Watch the trailer for the improvised Netflix specials Middleditch & Schwartz

That’s where Middleditch & Schwartz comes in, although even that was a hard sell. “Netflix said: ‘What’s going to happen on stage?’ And we said, ‘We don’t know.’ They said, “But you’ll have an idea?’ And we said, “We don’t have anything.’” What persuaded the channel was Schwartz’s rising stardom, and the novel commercial argument that, whereas standups take a year to develop each set, “every time we do a show,” says Schwartz, “it’s a new special. I can give you two new specials every day. We filmed for one weekend and Netflix got three pieces of hour-long content.”

With his new tour, Schwartz continues the same crusade: redeeming the reputation of improv for delirious, thousands-strong audiences. One of his tricks is to dragoon celeb pals – improv virgins all – into taking part. Don Cheadle, JJ Abrams, Stranger Things’ Joe Keery – “I just want to share it with them. And then watching the audience watching these people do it for the first time, that’s such a fun thing.”

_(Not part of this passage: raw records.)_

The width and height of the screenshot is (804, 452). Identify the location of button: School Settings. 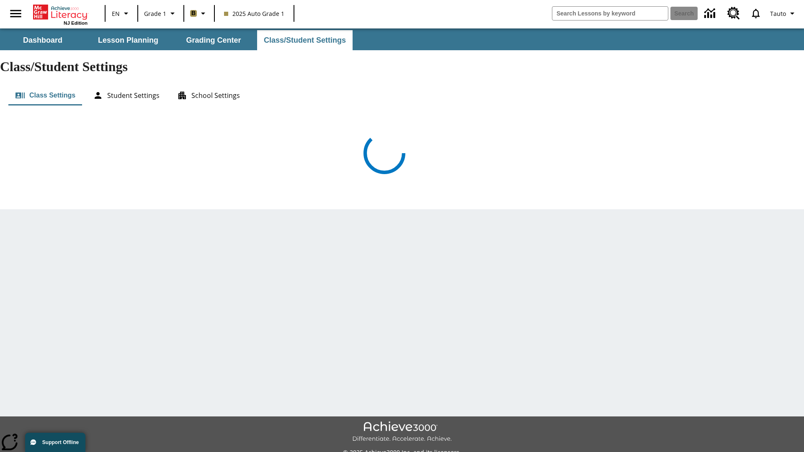
(209, 95).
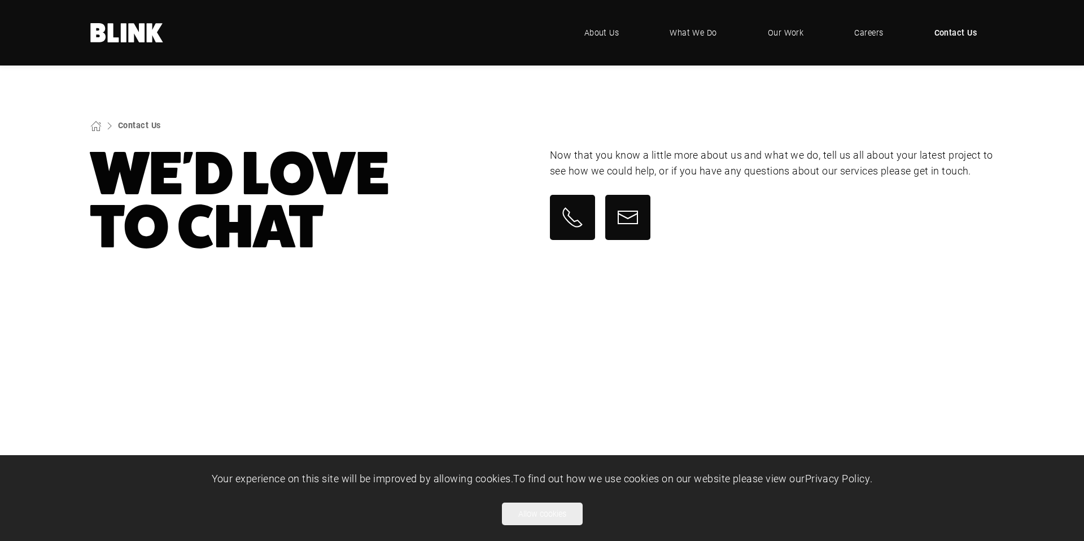 The height and width of the screenshot is (541, 1084). Describe the element at coordinates (786, 33) in the screenshot. I see `a: Our Work` at that location.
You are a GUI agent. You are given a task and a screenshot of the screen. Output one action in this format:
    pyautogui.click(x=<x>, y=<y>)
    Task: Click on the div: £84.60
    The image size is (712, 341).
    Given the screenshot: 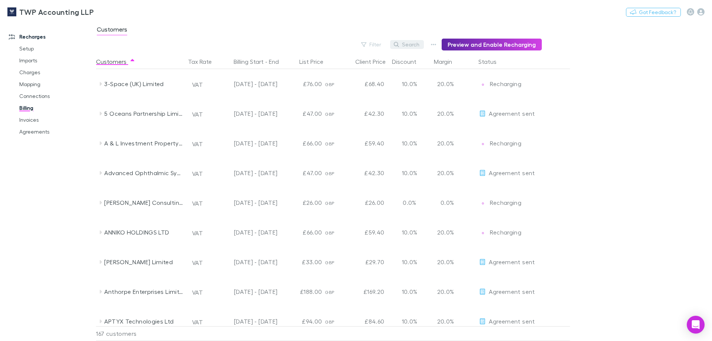 What is the action you would take?
    pyautogui.click(x=365, y=321)
    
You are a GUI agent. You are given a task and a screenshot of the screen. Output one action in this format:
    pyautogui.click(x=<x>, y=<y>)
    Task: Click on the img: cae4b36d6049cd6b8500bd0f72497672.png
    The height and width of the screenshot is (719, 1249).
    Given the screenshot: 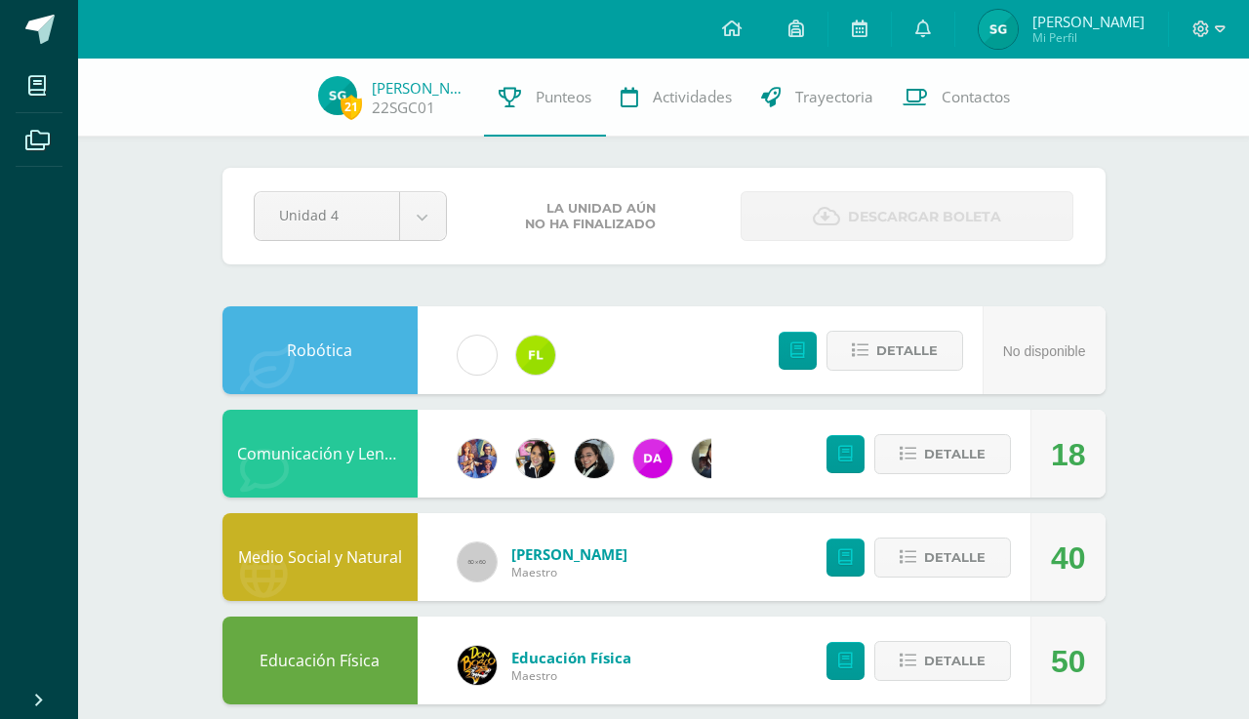 What is the action you would take?
    pyautogui.click(x=477, y=355)
    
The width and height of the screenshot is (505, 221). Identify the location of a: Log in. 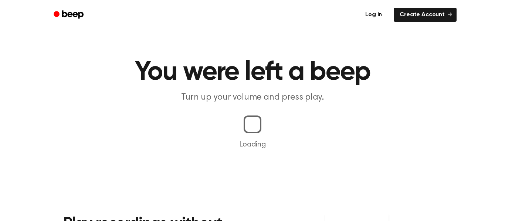
(373, 15).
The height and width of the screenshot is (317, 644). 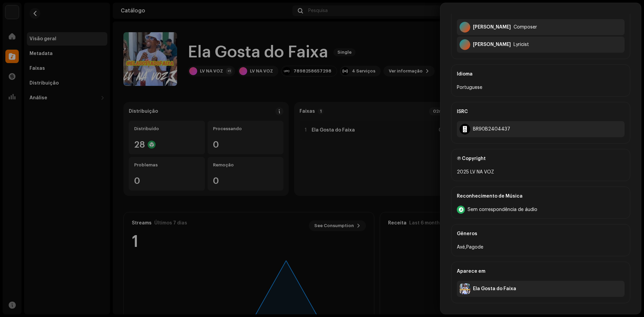 What do you see at coordinates (541, 234) in the screenshot?
I see `div: Gêneros` at bounding box center [541, 234].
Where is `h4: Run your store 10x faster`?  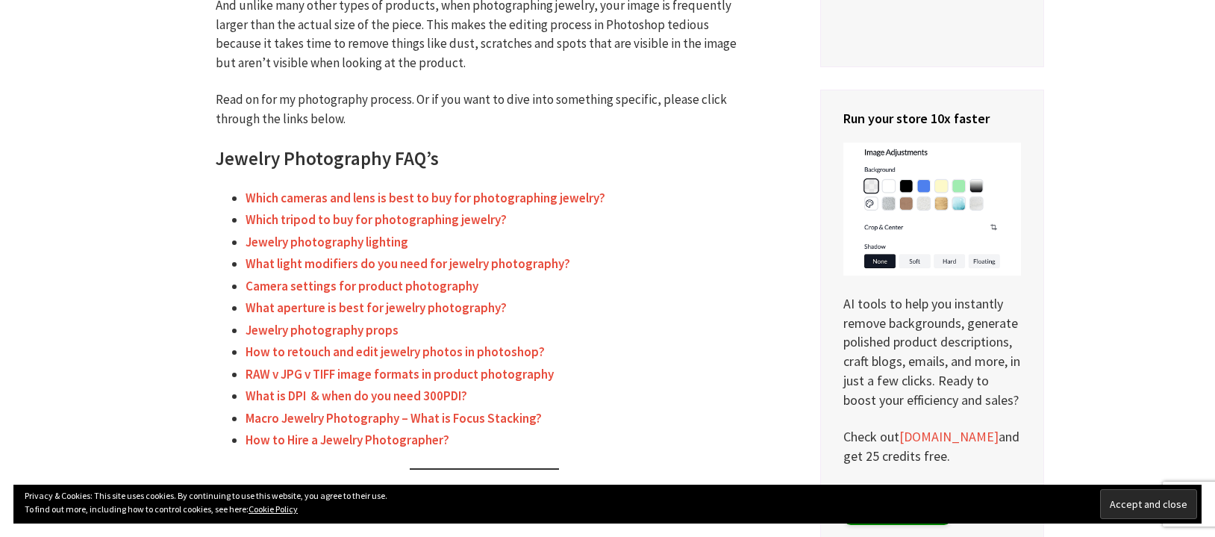
h4: Run your store 10x faster is located at coordinates (932, 118).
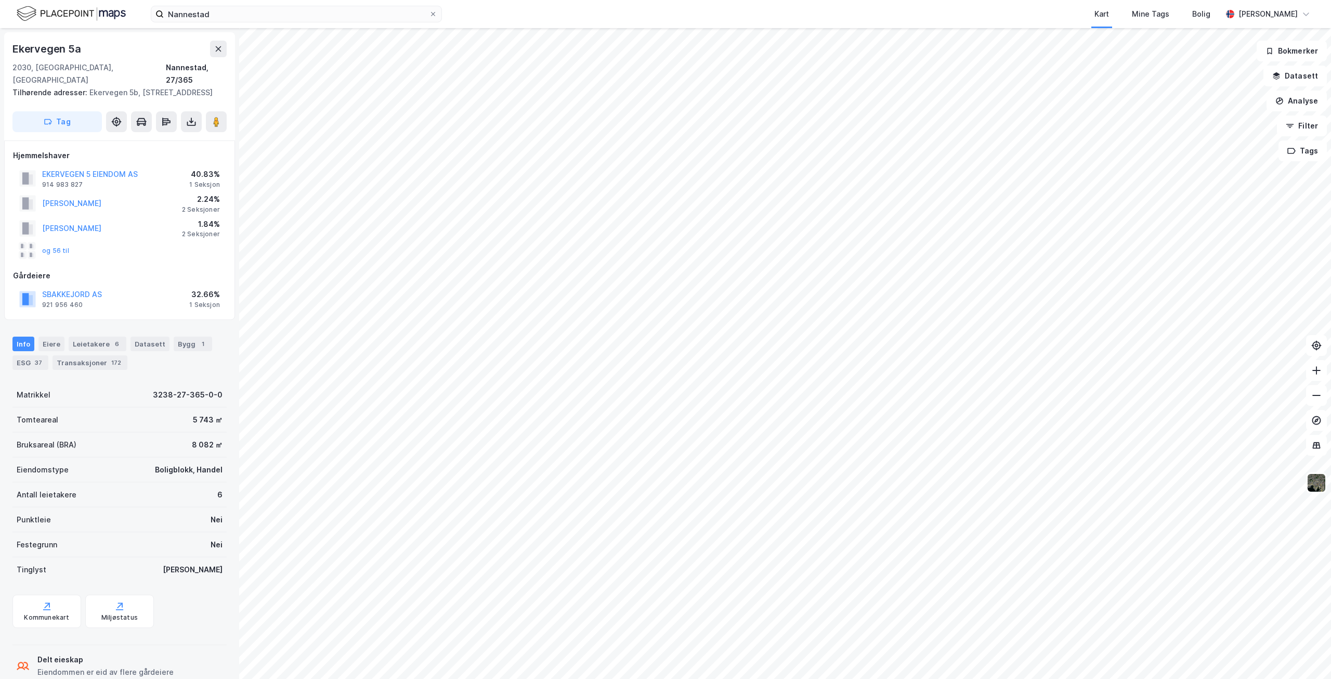 The image size is (1331, 679). What do you see at coordinates (106, 659) in the screenshot?
I see `div: Delt eieskap` at bounding box center [106, 659].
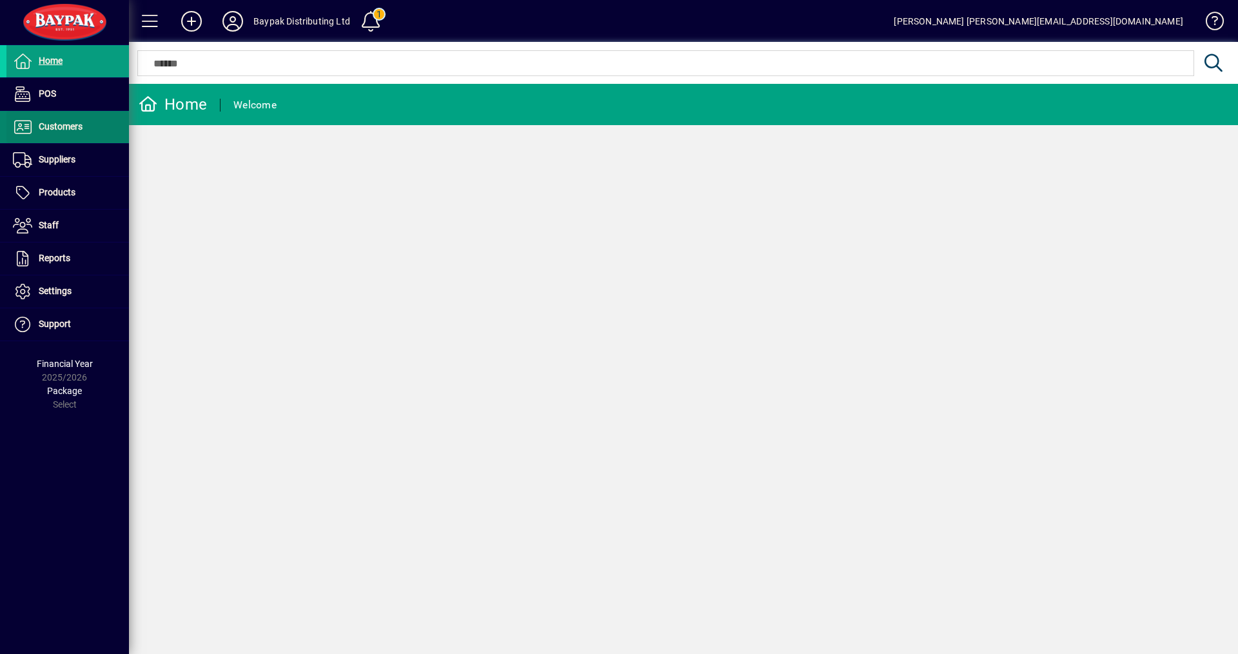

It’s all about the fun for Schwartz. “Improv doesn’t pay like the other things, but it’s the thing that makes me happiest.” I can imagine his agent pulling out their hair that their hot-property client keeps disappearing off on improv tours.

Watch Schwartz as John-Ralphio in Parks and Recreation

“I film Monday-to-Friday, get on the plane, do my shows on Saturday, and by the time Monday rolls around, I’m acting again. I’m so tired. But in a million years, I couldn’t have thought I’d have done any of this,” says the self-defined “little Jewish guy from the Bronx” who is starring – well, voice-acting – alongside his childhood hero Jim Carrey in the Sonic the Hedgehog films.

“But let me tell you a fun story,” he says. “I was interning at UCB, way back when, to pay for classes. I did the garbage, I gave people their tickets. And at the end of the show, after everybody had gone and we’d cleaned the theatre, me and my friends Adam Pally and Gil Ozeri [later the sketch group Hot Sauce] would ask the manager, ‘Can we just get on stage for 10 minutes, right now?’ And so we’d go on stage, in the dark, and do shows for nobody. And we would make each other laugh and laugh.

“And those are some of my fondest memories. I get emotional thinking about it. Improv is playtime for me. And I’ll keep doing it until people don’t want me to do it any more.”